Ann Randolf and Marjorie Annapav in One Rehearses, the Other Doesn’t

Appreciation cannot be bought.

William Copley had deep roots in Los Angeles when he opened The Copley Gallery with his brother-in-law, a Disney Artist in 1948. It was the city’s first real exposure to Surrealism but they were ahead of their time and when it failed, he moved to Paris where Duchamp encouraged him to paint. He became known in both the Surrealist Movement and in American Pop Art circles. He was also known as a man who struggled to relate to women. Old school, he loved W.C. Fields in the 1970’s. His daughter Claire Copley observed that her father’s paintings portrayed women “Usually faceless, nameless, and almost always nude…The impossibility of knowing them is apparent in every painting…Phillips

In the same year that Andy Warhol painted her portrait, “Marjorie Copley” in 1980, Copley paid her $600,000 to marry him with the understanding that she could leave at any time. He didn’t want her to feel obligated, he just wanted her to be protected as she aged with enough money to prevent her from becoming a “Bag Lady.” She didn’t stay in their arrangement long, they divorced in 1981, the year that Copely painted “Do You.” The money helped sustain her as she built a new life in Los Angeles.

Leave the world a little better than you found it.

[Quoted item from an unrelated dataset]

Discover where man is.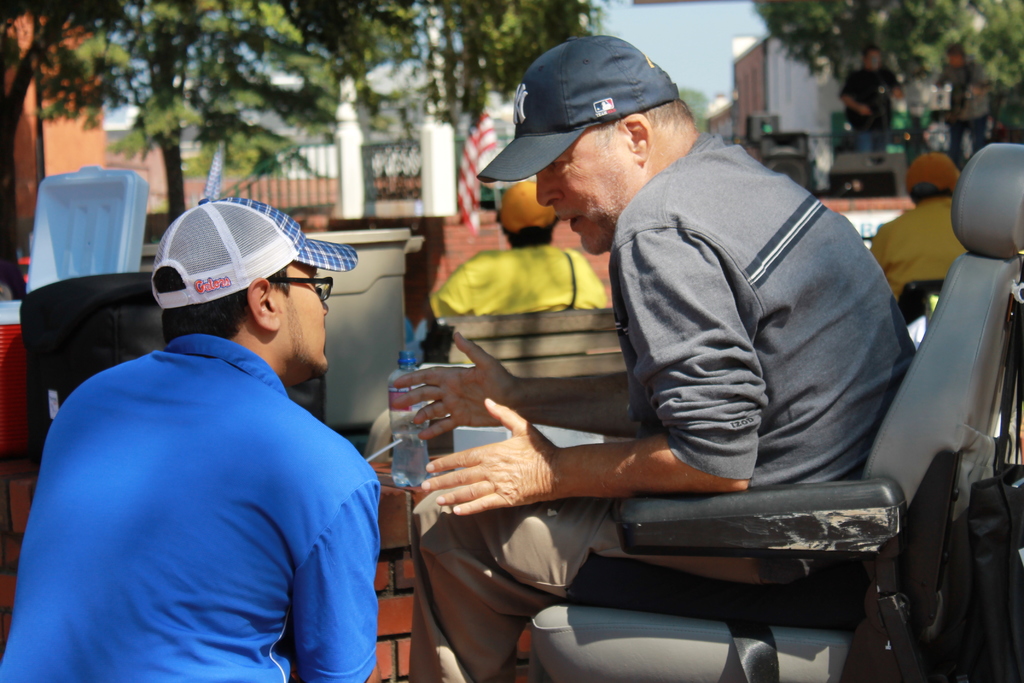
Discovered at 20 192 397 680.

Unfortunately, Marjorie Annapav passed away last year. Jessica said she wishes that she could have attended the premiere, she thinks she would have enjoyed it. Hankey’s film is a gorgeous homage to a woman that left the world better than she found it, as do the dynamic team who made this beautiful film. Marjorie made a difference in a lot of peoples lives, she volunteered with foster children in Santa Monica, CA at CASA, she was a PTA member and Sunday School teacher… Her entire life, she was frontline. Life is art and art is life.

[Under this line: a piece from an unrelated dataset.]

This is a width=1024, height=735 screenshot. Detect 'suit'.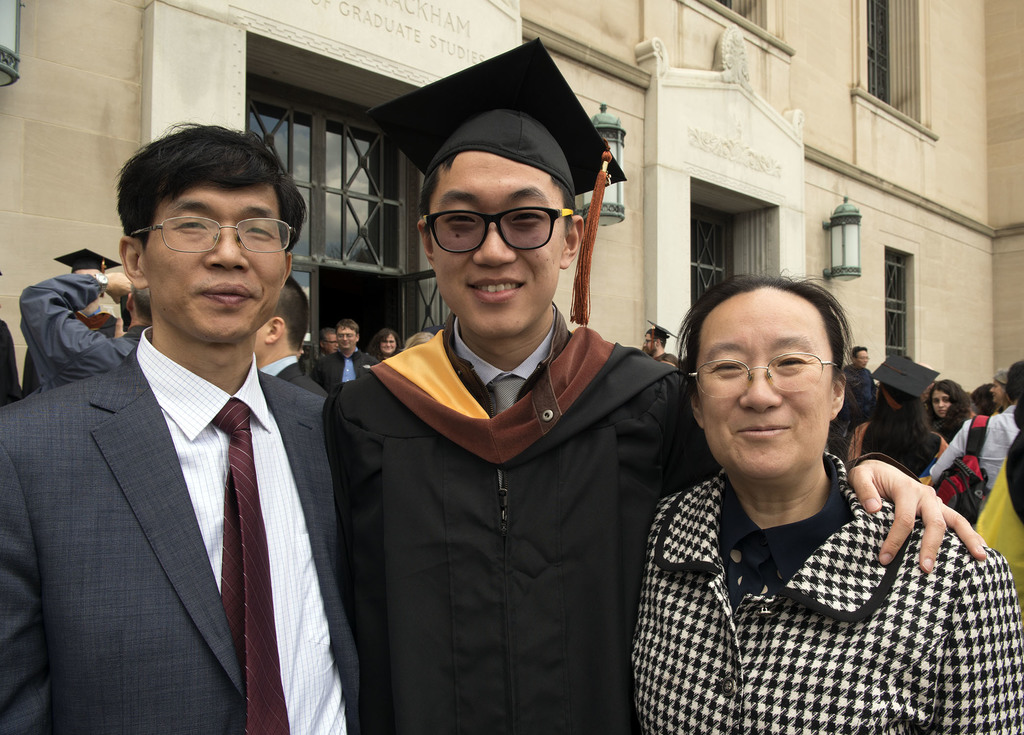
23 208 360 734.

As a bonus, I found a talk that Marjorie did at Sunday Assembly Los Angeles called “I’m trying my best” I urge you to listen to HERE.

I’m definitely looking forward to whatever Jessica Hankey does next!

The entire Slamdance 2025 Lineup is available until March 7th on the Slamdance Channel

One Rehearses, the Other Doesn’t

Credits

Director/Co-Writer/Producer: Jessica Hankey; Writers: Ann Randolph, Marjorie Annapav, Jessica Hankey and Victor Kaufold. Producers: Keren Hantman, Jessica Hankey; Creative Producer: Gaby Hoffman; Editors: Julia Straface, Jessica Hankey; Cinematographers: Chris Dapkins, Helki Frantzen; Sound: Dalmar Montgomery, Chris Ward; Music: Corey Fogel

Jessica Hankey Bio from The Center for Independent Documentary

Jessica Hankey works across film, photography, sculpture, and publishing to explore the social lives of institutions, engaging with a particular site for years. In entities that include museums, schools, community centers, social clubs, and Amtrak cross-country trains, the desires of individuals—and the consequences of desire—are set against these larger institutional bodies and environments. Being in relation with others, intimacy, improvisation, and formal experimentation animate this work. A 2019 Massachusetts Cultural Council Fellow, Hankey attended the Skowhegan School of Painting and Sculpture in 2015 and has exhibited at venues that include the Museum of Modern Art, NY, the Berkeley Art Museum and Pacific Film Archive, The Rubin Center for the Visual Arts in El Paso, Texas, and Bowdoin College. Her work has been screened at Anthology Film Archives and Vox Populi, reviewed in Artforum, The Chart, and Glasstire.

*Special thanks to Wildworks PR and Cinematic Red Public Relations.

**Images courtesy John Wildman, Susan Engel and Annie Jeeves.